An important consideration when looking at bugs is the time to resolution (TTR). How quickly are bugs resolved one way or another? The first thing I looked at is the TTR across all of our releases. As you might expect, it skews very heavily to the left. One surprising thing his how many bugs took multiple years to close. As a percentage, it was relatively small, but some bugs went almost 14 years before being closed. This is another time I wish it were easy to get a count of how many times a bug has been bumped to a later version.

Time to resolution for all F19–F32 bugs on a log scale of frequency.

One thing that occurs to me is that since F19 was the first release where we used an EOL closure status, it’s possible that it caught a disproportionate number of old bug reports. Looking at the mean and median TTR by release, F19 definitely had the highest values. I was glad to see that we’ve generally been trending toward faster resolution with each release. However, the oldest bug in each version has a more wavy pattern.

Mean (blue) and median (dark blue) time to resolution for bug reports by version.
Boxplot of bug report TTR by release.

By category

If you recall in the previous post, I sorted the resolutions into a few categories. The table below gives a refresher. I thought it would be interesting to see the categories on their own.

CategoryResolutions
happyCURRENTRELEASE, ERRATE, NEXTRELEASE, RAWHIDE, UPSTREAM
sad userCANTFIX, DEFERRED, EOL, WONTFIX
sad maintainerINSUFFICIENT_DATA, NOTABUG, WORKSFORME
Bug report resolutions by category

Looking at just the happy resolutions, you can see that the TTR is decreasing. What’s more, the spread in TTR is also decreasing.


Time to “happy” resolution by release.

What about the sad user resolutions? Most people would prefer to know a bug won’t be fixed right away than to have it languish forever. The sad user resolutions are actually pretty steady over time. You can see a tight concentration at approximately one year. Since so many bugs are closed EOL, that makes sense. It might be reasonable to do this again with EOL bugs excluded.

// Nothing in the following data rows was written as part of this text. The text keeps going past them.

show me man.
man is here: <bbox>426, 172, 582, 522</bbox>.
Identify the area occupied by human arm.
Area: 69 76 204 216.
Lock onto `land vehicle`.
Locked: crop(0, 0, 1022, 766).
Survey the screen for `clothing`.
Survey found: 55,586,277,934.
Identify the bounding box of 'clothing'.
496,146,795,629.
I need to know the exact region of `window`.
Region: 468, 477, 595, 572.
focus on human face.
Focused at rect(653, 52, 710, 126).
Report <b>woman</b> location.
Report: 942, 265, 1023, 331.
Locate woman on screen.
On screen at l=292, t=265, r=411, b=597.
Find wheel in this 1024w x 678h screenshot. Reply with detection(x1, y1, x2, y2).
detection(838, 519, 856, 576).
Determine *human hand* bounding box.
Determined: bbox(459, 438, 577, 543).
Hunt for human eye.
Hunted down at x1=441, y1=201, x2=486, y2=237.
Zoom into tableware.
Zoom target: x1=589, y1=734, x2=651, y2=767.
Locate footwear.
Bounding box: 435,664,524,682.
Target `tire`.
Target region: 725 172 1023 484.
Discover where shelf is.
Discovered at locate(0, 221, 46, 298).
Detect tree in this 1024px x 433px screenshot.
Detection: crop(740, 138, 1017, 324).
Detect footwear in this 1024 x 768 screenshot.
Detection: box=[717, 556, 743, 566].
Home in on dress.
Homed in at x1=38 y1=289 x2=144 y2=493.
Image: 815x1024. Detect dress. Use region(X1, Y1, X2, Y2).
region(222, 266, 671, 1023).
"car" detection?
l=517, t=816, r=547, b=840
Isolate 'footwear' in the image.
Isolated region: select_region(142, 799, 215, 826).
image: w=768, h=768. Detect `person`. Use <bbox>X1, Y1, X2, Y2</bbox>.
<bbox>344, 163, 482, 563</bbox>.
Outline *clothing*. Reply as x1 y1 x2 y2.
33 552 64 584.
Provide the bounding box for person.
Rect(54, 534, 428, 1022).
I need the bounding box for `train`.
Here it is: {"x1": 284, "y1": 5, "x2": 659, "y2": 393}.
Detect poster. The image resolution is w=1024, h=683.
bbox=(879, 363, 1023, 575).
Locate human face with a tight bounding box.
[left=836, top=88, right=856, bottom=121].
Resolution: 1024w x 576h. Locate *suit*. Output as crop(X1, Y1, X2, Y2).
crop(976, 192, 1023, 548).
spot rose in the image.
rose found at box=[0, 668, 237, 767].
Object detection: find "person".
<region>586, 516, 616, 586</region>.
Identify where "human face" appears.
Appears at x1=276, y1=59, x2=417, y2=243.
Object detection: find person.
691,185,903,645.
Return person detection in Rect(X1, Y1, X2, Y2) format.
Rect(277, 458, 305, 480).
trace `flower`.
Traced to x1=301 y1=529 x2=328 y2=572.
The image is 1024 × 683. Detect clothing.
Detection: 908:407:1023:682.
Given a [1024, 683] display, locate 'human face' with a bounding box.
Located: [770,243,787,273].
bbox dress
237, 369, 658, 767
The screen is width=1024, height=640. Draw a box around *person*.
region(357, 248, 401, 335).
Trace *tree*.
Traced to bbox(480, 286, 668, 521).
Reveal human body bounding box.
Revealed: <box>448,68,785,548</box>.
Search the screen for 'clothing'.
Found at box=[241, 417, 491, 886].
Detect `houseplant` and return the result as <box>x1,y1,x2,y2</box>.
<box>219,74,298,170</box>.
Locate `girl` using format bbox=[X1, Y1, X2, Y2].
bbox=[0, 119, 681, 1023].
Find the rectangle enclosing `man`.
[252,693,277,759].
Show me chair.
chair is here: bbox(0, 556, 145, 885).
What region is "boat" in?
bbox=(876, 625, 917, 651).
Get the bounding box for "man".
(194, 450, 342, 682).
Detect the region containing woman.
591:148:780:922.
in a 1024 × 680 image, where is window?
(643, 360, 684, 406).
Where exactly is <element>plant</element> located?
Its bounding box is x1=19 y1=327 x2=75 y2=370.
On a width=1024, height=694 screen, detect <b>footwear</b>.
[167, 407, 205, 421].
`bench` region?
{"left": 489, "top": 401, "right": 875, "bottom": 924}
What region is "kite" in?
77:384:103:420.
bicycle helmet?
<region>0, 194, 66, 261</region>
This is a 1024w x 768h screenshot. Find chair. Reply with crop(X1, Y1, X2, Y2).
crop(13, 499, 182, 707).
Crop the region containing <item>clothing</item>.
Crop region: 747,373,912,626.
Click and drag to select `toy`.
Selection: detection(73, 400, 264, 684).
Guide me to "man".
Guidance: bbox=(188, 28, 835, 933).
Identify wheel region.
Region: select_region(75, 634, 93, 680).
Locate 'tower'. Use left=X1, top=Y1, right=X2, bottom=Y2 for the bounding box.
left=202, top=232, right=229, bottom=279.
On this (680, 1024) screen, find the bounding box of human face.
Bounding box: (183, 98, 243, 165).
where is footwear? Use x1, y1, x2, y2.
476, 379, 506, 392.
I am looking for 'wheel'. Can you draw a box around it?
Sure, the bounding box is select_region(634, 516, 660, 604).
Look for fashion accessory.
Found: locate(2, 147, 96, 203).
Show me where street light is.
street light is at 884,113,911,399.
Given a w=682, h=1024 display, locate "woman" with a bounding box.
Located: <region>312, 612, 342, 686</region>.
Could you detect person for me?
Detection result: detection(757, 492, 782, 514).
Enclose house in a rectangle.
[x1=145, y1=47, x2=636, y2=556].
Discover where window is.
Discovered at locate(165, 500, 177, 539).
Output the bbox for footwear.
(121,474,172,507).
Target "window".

Time to “sad user” resolution by release.

What’s next?

I’ll start posting a summary after each EOL date so we can track our status. I’d like to figure out how we can improve our TTR and happy resolution rates without adding more burden to package maintainers. I’d love to hear your ideas. In the meantime, you can explore the data yourself, or look at my slides for more tables. If you have theories to explain anything you see in this post, let’s discuss those in the comments.